The camera-rig project was made trickier by the need to quickly disassemble and reassemble it. I couldn’t leave my friend’s expensive camera unattended in motel parking lots overnight! I ended up with the aforementioned complicated web of “suction cups, S-hooks, turnbuckles, and twine.” Having to hide the camera all the time, combined with my determination to ensure Alex’s safety with the doggie seatbelt, turned the simple acts of getting in and out of the car into a lengthy operation of stowing or unstowing, hooking, unhooking, tightening, loosening, checking, and more.
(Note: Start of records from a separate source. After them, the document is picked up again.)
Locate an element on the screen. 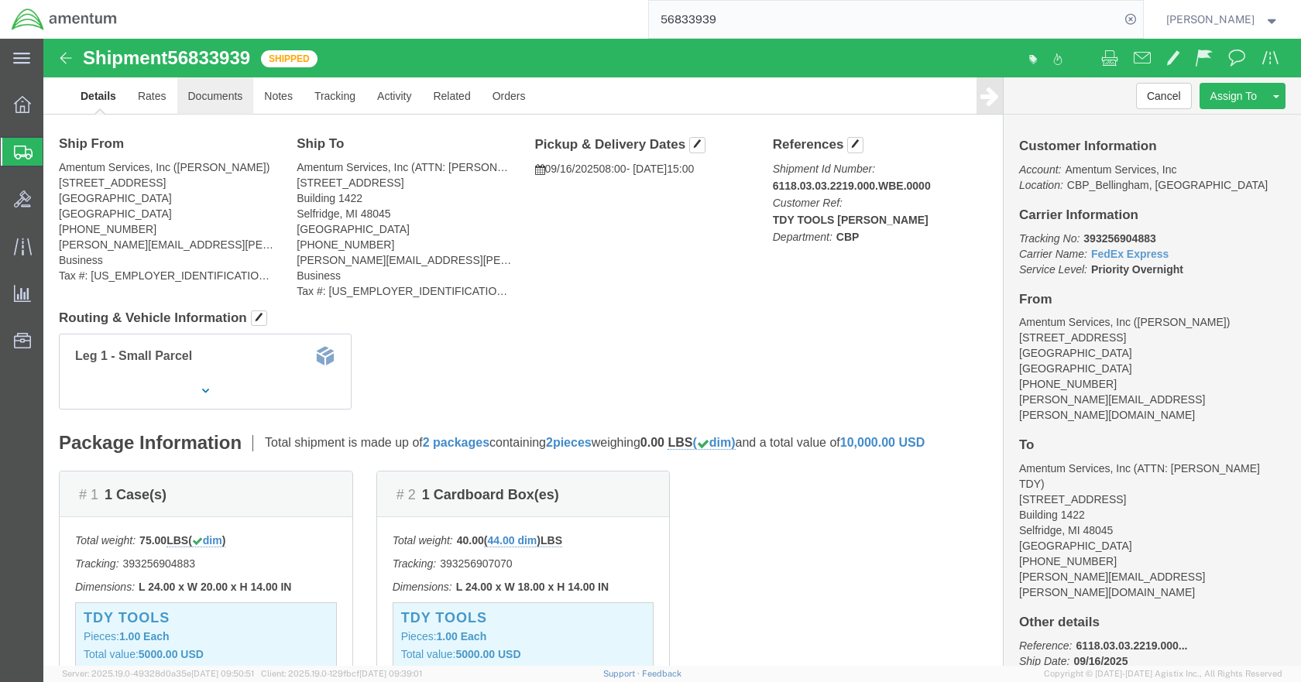 Image resolution: width=1301 pixels, height=682 pixels. span: Server: 2025.19.0-49328d0a35e is located at coordinates (158, 673).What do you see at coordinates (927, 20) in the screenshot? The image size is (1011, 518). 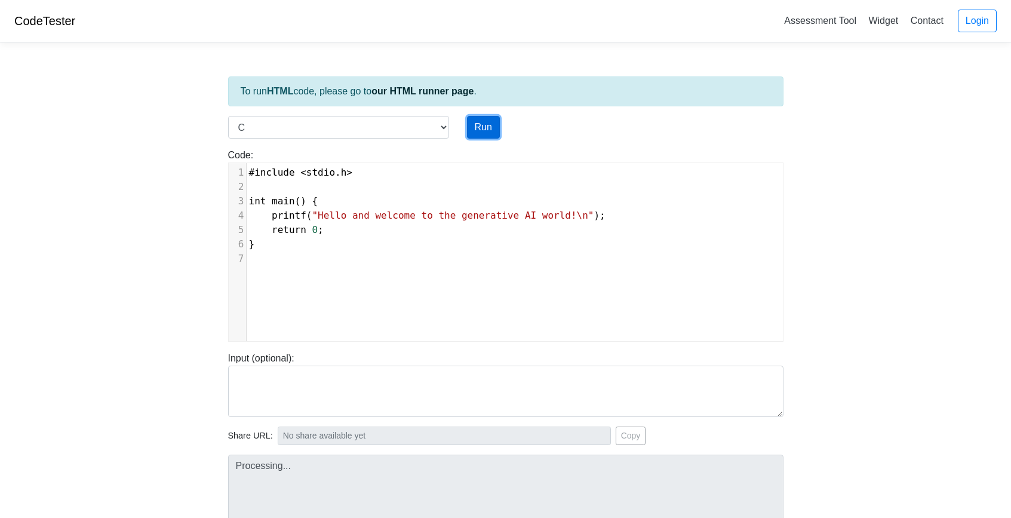 I see `a: Contact` at bounding box center [927, 20].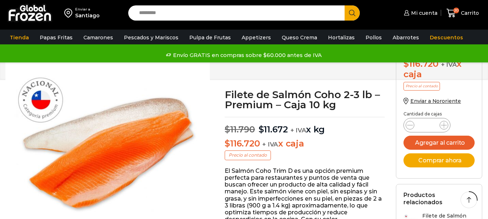 The height and width of the screenshot is (219, 488). Describe the element at coordinates (240, 129) in the screenshot. I see `bdi: 11.790` at that location.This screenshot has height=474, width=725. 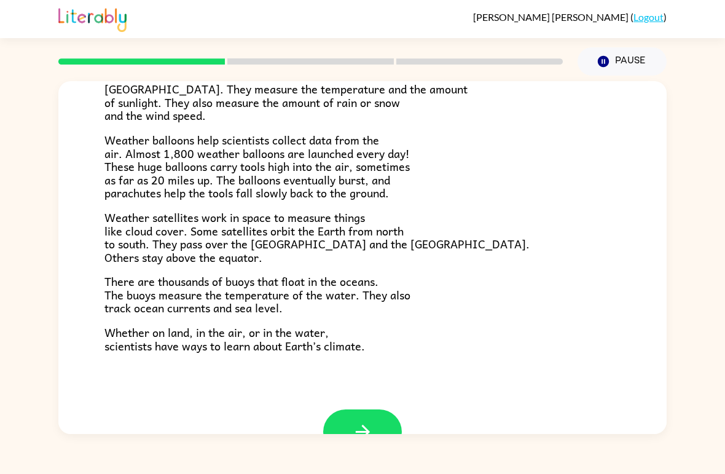 What do you see at coordinates (622, 61) in the screenshot?
I see `button: Pause` at bounding box center [622, 61].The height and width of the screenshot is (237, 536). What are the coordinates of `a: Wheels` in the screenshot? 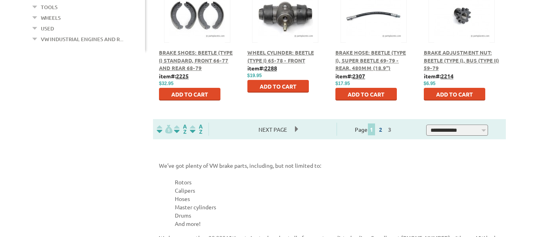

My camera harness did the job, but my faux-time-lapse movie came out awful. It runs for over an hour, and for all of that hour the picture is dominated by the pavement directly ahead. What interesting scenery there is — the odd city or landmark flashing by, comprising about 0.003% of the total running time — is relegated to the very edges of the screen. More often than not, the same tractor-trailer can be seen just ahead for minutes at a time, jumping slightly forward or backward each second. Most of the rest of the time, the only thing to see are the cloud patterns, slowly changing, slowly sliding off the top of the screen. And the splattered insect guts on the windshield. Plus, filming one ordinary second out of every thirty is a very poor approximation to true time-lapse photography.

Fortunately, someone with a better budget, a better car, and a better sense of filmmaking had the same idea recently, and you can watch brilliant director Michel Gondry‘s time-lapse video of a cross-country drive online. (And then you can watch him solve a Rubik’s cube with his feet. Really!)

At least by the time we got to Rawlins, the terrain was finally starting to get interesting. There were hills. Small mountains, even. Curves in the road. Brush. Clay. The Midwest was over.